Not many in the West are aware of just how frequently Nigeria’s Islamist terrorist group Boko Haram commits mass acts of violence. In the last two months, they not only kidnapped 234 schoolgirls, but, three weeks later, attacked a town on Nigeria’s border with Cameroon and massacred 336 people. Apparently it was short on security because the military was concentrating on the rescue the kidnapped girls.

But it’s not just the West which is either ill-informed or ignores Boko Haram’s crimes (see sidebar of its Wikipedia page for a timeline since 2010), it’s Nigeria, too. In February, at GQ, Alex Preston wrote that, because they attack the government, attacks are un- or under-reported.

The Nigerian-American author Teju Cole wrote to me from Nigeria before I arrived, telling of yet another atrocity that had been swept under the carpet by the authorities. “Last week, we had news of 30 or more students in a boarding school in Yobe shot to death or burned alive by Boko Haram. In any other country, the massacre of several ten-to-12-year-olds would have been cause for serious alarm …. But this story was not even carried by the national television service … and it’s already vanished from the papers.”

Meanwhile, on May 8, in the New York Times, Adam Nossiter and David Kirkpatrick wrote that the abduction of the schoolgirls is not only offensive to the vast majority of the Muslim world, but those on its fringes. Boko Haram, they write

… was rejected long ago by mainstream Muslim scholars and Islamist parties around the world for its seemingly senseless cruelty and capricious violence against civilians. But … its stunning abduction appeared too much even for fellow militants normally eager to condone terrorist acts against the West and its allies.

Bronwyn Bruton, an Africa scholar at the Atlantic Council in Washington, told the Times reporters: “The violence most of the African rebel groups practice makes Al Qaeda look like a bunch of schoolgirls.” Nossiter and Kirkpatrick again: “Boko Haram is in many ways an awkward ally. … Its violence is broader and more casual than Al Qaeda or other jihadist groups.” In fact, “its reputation for the mass murder of innocent civilians is strikingly inconsistent with a current push by Al Qaeda’s leaders to avoid such deaths for fear of alienating potential supporters. That was the subject of the dispute that led to Al Qaeda’s recent break with its former affiliate, the Islamic State of Iraq and Syria.”

How times have changed. Remember, it was Al Qaeda who  gave the title “Emir of Al Qaeda in the Country of Two Rivers” to one of the most violent men of the 21st century, Abu Musab al-Zarqawi, who dispatched suicide bombers and car bombs on everything from hotels to Shia shrines. He’s also thought to have personally beheaded Nicholas Berg.

Of course, with regards to Nigeria, as, at Scholars & Rogues, Gavin Chait writes, “Everything in Nigeria comes down to the violence and corruption of the state.” He quotes a 2005 Human Rights Watch report: “Underlying the conflict are several key issues that fuel the violence, including: the manipulation of frustrated youth by political leaders, traditional elites, and organized crime syndicates involved in oil theft; … crushing poverty and youth unemployment.”

Still, how does Boko Haram justify the depths of depravity to which it descends? Pretty much the same as other Islamist militants. Nossiter and Kirkpatrick:

[Abubakar] Shekau, the leader who claimed to be in communication with God, said that the sole purpose of its violence was to demonstrate the incapacity of the Nigerian state.

More likely they indulge in violence for its own sake. That is, it fulfills a psychic need or they just get off on it, or both. Preston’s GQ piece begins

Two days before I landed in Maiduguri [in northeastern Nigeria], security forces made a gruesome discovery in one of the city’s suburbs. After a tip-off, soldiers carried out a dawn raid on… a secret stronghold of Boko Haram. … Abdulkareem Haruna, a local journalist, arrived on the scene shortly after the shooting finished. He helped search the warren of underground tunnels the terrorists had dug beneath their base. “We found bodies with their hands tied together, their throats cut,” he told me. “Piles of bones; decomposing flesh. On the shelves of the huts, there were jars and containers full of blood that made us think that Boko Haram had cannibalised the bodies. Down towards the river, we came upon shallow graves. It had been raining and as the water flowed over the mud, skulls were exposed.”

One can be forgiven for jumping to the conclusion that Boko Haram has crossed the border from terrorists to Satanic cult.

Postscript: Re the evaporation, Preston wrote that Boko Haram founder Mohammed Yusuf “was disowned by the Muslim establishment for his ― literal ― flat-earth philosophy. He rejected belief in evolution, evaporation and the notion of a spherical globe.”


EXERCISE DIRECTIONS ->
An exact transcription of every record is needed, leaving out the pictures.

Excerpts from a dataset ->
[Start of section]
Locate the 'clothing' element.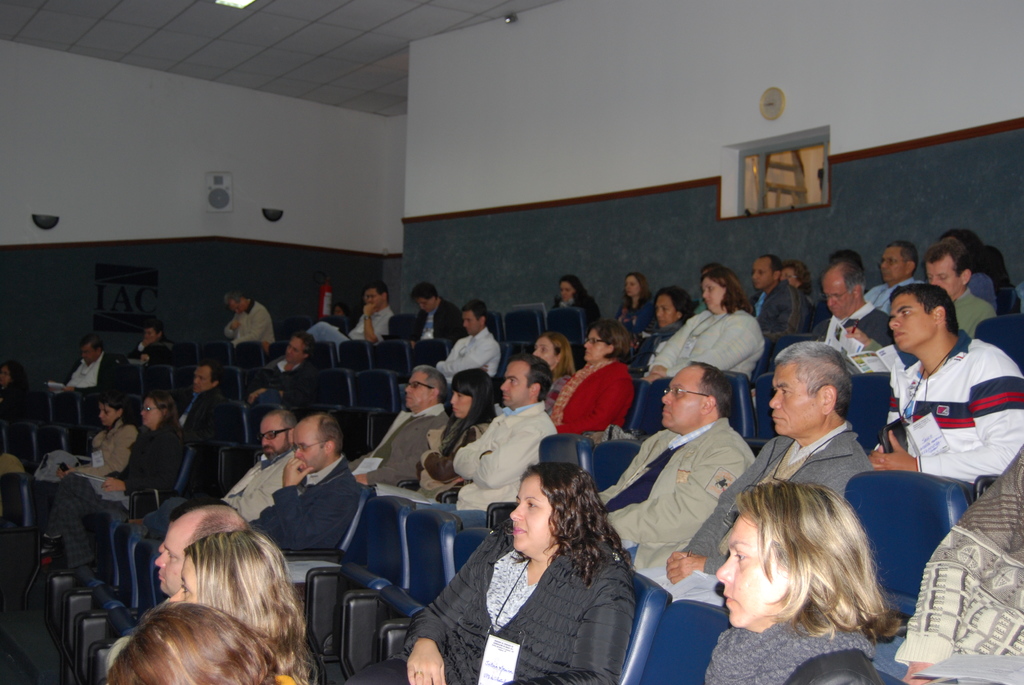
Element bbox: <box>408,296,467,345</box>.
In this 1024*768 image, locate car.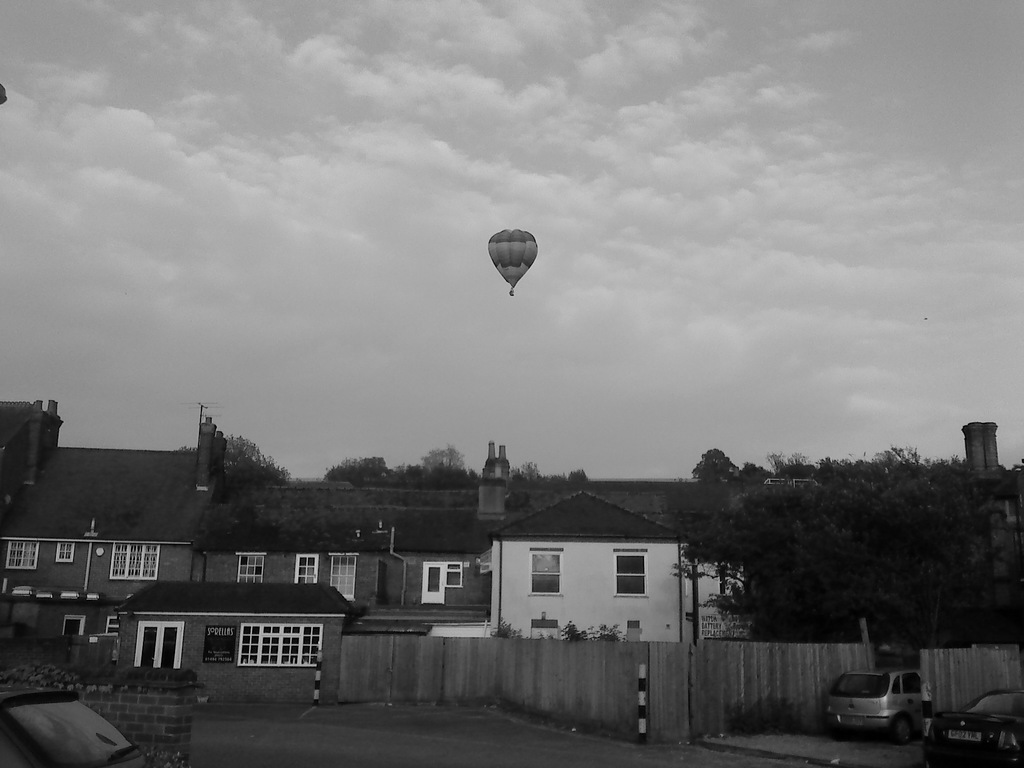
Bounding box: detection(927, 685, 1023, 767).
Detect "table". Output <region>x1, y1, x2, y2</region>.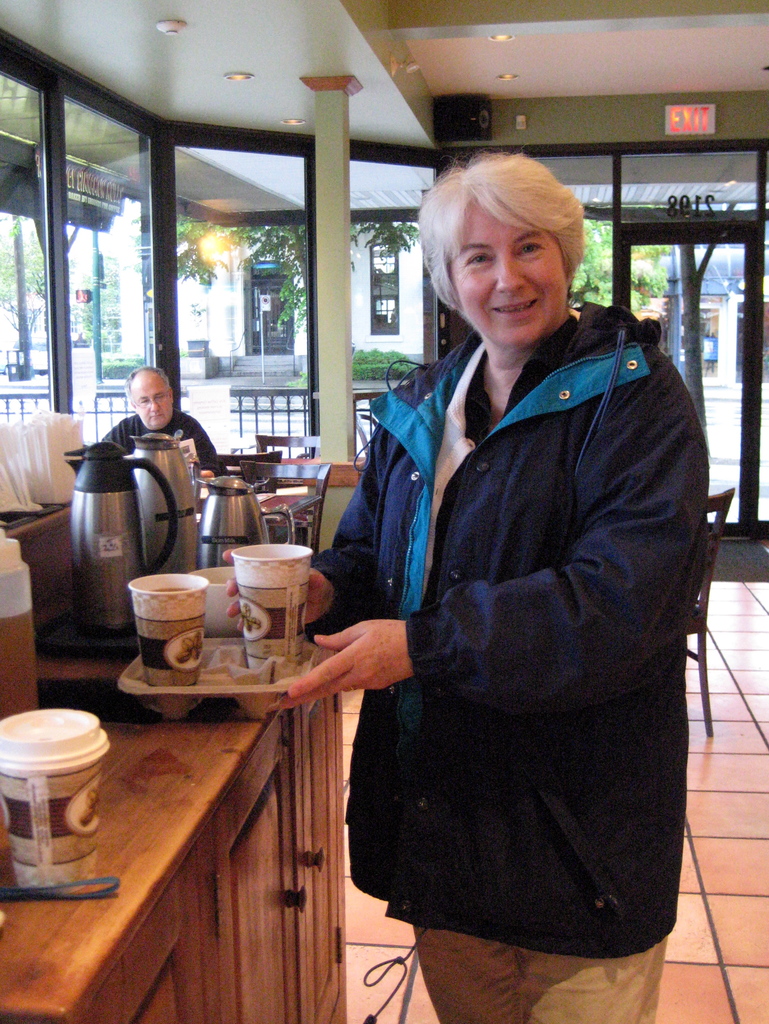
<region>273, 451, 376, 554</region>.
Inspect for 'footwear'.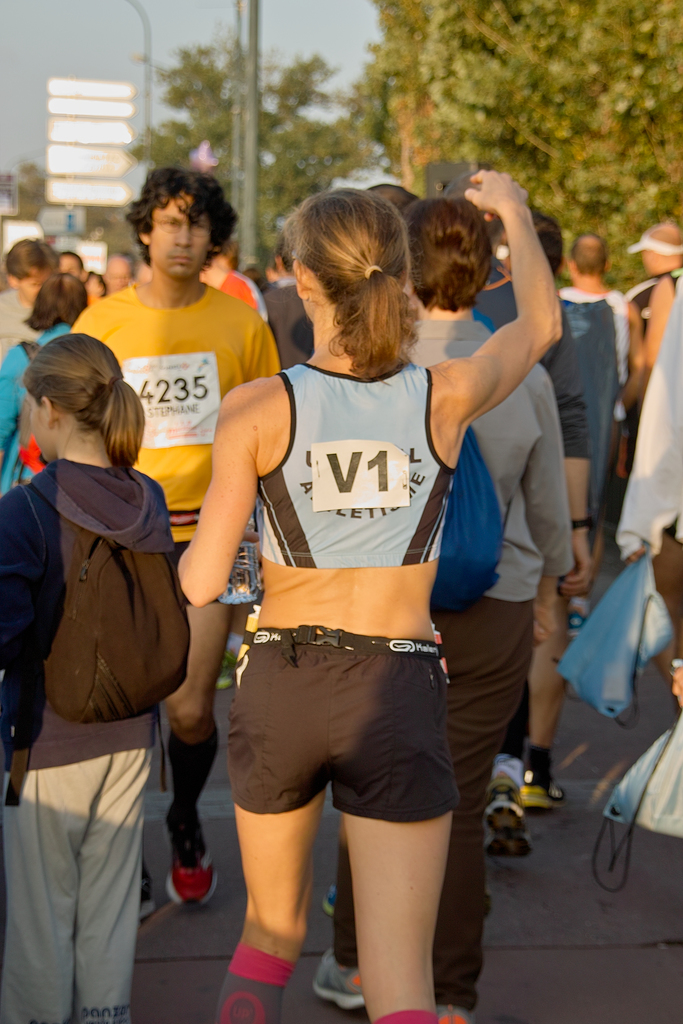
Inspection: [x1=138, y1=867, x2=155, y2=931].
[End of section]
RESULT OF THIS TASK ->
Locate the 'clothing' element.
Element bbox: <box>408,296,467,345</box>.
In this 1024*768 image, locate car.
Bounding box: detection(927, 685, 1023, 767).
Detect "table". Output <region>x1, y1, x2, y2</region>.
<region>273, 451, 376, 554</region>.
Inspect for 'footwear'.
Inspection: [x1=138, y1=867, x2=155, y2=931].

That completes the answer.